Decades ago, after my grandparents had died, I felt called by my ancestors to visit my ancestral homeland and to find my grandparents’ birthplaces. From the years of genealogical research that followed, I know that I am the daughter of Lena, granddaughter of Edvige, great granddaughter of Felicita, and great great granddaughter of Margerita. It is these women in my motherline who beckoned me to retrieve my cultural heritage with a focus on folk women’s culture.
On the eve of February 2, 2007, the midway point on the solar cycle of the year between the longest night and the spring equinox, I opened El Meledri, the periodical from the village of my maternal grandmother in northern Italy, named for the river that borders the village. Inside, there was a photo of three women: my great grandmother, at the center, and her two oldest daughters, Emma and Erminia on either side. Their eyes seemed to look straight across the ages into mine and say, “We’ve been waiting for you.”
Knowledge of my culture was not handed down to me explicitly, as it was for centuries from mother to daughter, parent to child, for a number of reasons including early deaths, immigration to the United States, discrimination, and the missing link of stories tied to particular places.
Much of the oral history was lost due to language. My mother could understand her mother’s spoken dialect (a particular variation of Italian), but she responded to her in English. Here in the United States, my grandmother’s language—the very medium of agency through which her culture had been communicated for generations—became a source of shame, due to her inability to speak “good English.” Her oldest daughter, my Aunt Annie, told me that my grandmother brought her along as a translator in shops to conduct transactions. Through language courses, and with time, my grandmother mastered the English necessary to pass the difficult exam for citizenship, which became a source of pride.
Three years before I was born, my grandmother died while sitting in my mother’s kitchen. As a result, I did not hear a single word of my grandmother’s language growing up. Only in 1981, when I traveled with my mother to Italy so that she could see the birth village of her mother, did this hidden language that she held inside for thirty years tumble out.
In this unfolding story of my heritage, I have sought to recover and make more evident the folk wisdom of my ancestors, particularly of my female ancestors. The arrival of the photo of my bisononna by mail on the sacred day of Santa Brigida, also known as Candlemas, while I was deep in coursework for my dissertation on my ancestral heritage, seemed to be an auspicious affirmation of my Ancestor’s desire to be known.
From my studies and travels, I now know – and thus can appreciate more fully – the numerous ways that cultural values have been transmitted to me in everyday family life, including through food, clothing, medicine, religious practices, acts of service, and celebration.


▶ _PROMPT_:
Within the listing below, how many lines hold "AWAY"? Reply with that number and no other text.

═══

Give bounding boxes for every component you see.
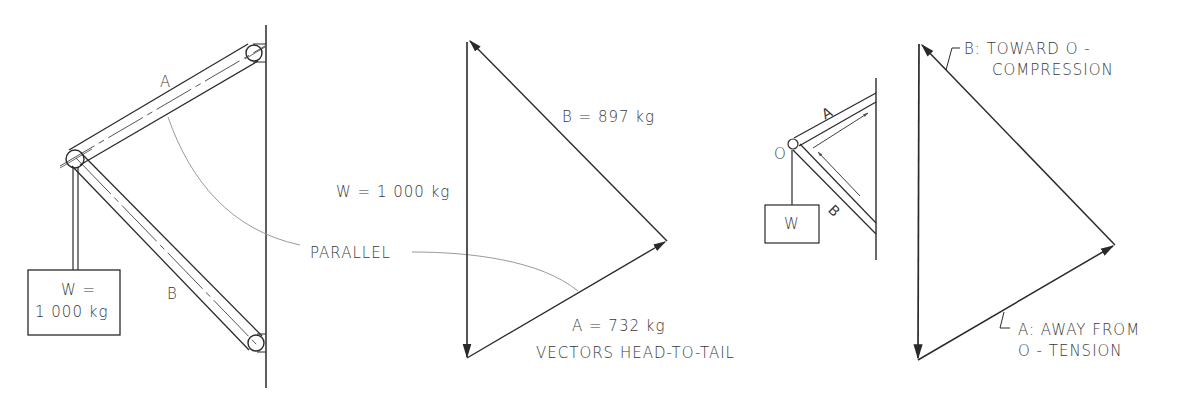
member-a-bar	[60, 44, 265, 166]
small-member-b-label: B	[825, 202, 844, 221]
small-member-a-label: A	[819, 103, 836, 122]
w-value-label: W = 1 000 kg	[336, 183, 450, 201]
member-a-label: A	[160, 73, 171, 91]
small-truss-diagram: W O A B	[765, 78, 876, 260]
b-value-label: B = 897 kg	[562, 108, 655, 126]
vector-triangle: W = 1 000 kg B = 897 kg A = 732 kg PARAL…	[310, 41, 735, 362]
parallel-leaders	[168, 117, 578, 291]
small-weight-label: W	[784, 215, 800, 233]
force-diagram-figure: W = 1 000 kg A B W = 1 000 kg B = 897 kg…	[0, 0, 1177, 396]
a-value-label: A = 732 kg	[572, 317, 665, 335]
top-pin-icon	[246, 45, 262, 61]
parallel-label: PARALLEL	[310, 244, 391, 262]
bottom-pin-icon	[248, 335, 264, 351]
a-tension-line1: A: AWAY FROM	[1018, 321, 1140, 339]
weight-label-line2: 1 000 kg	[35, 303, 108, 321]
tension-compression-triangle: B: TOWARD O - COMPRESSION A: AWAY FROM O…	[918, 40, 1140, 360]
b-vector	[470, 41, 667, 241]
a-vector	[467, 242, 665, 358]
joint-o-pin-icon	[788, 139, 798, 149]
joint-o-label: O	[774, 145, 787, 163]
weight-label-line1: W =	[61, 281, 96, 299]
member-b-label: B	[167, 285, 178, 303]
caption-vectors-head-to-tail: VECTORS HEAD-TO-TAIL	[536, 344, 735, 362]
b-compression-line2: COMPRESSION	[992, 61, 1114, 79]
b-compression-line1: B: TOWARD O -	[964, 40, 1091, 58]
left-truss-diagram: W = 1 000 kg A B	[28, 25, 266, 388]
a-tension-line2: O - TENSION	[1018, 342, 1123, 360]
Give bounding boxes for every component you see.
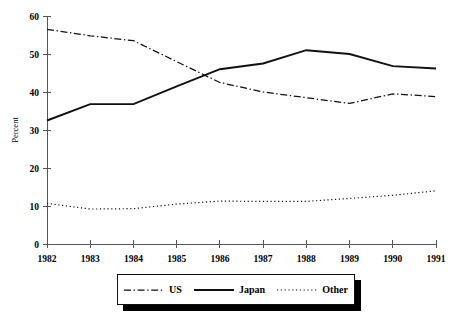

═══

▶ _YOUR RESPONSE_:
2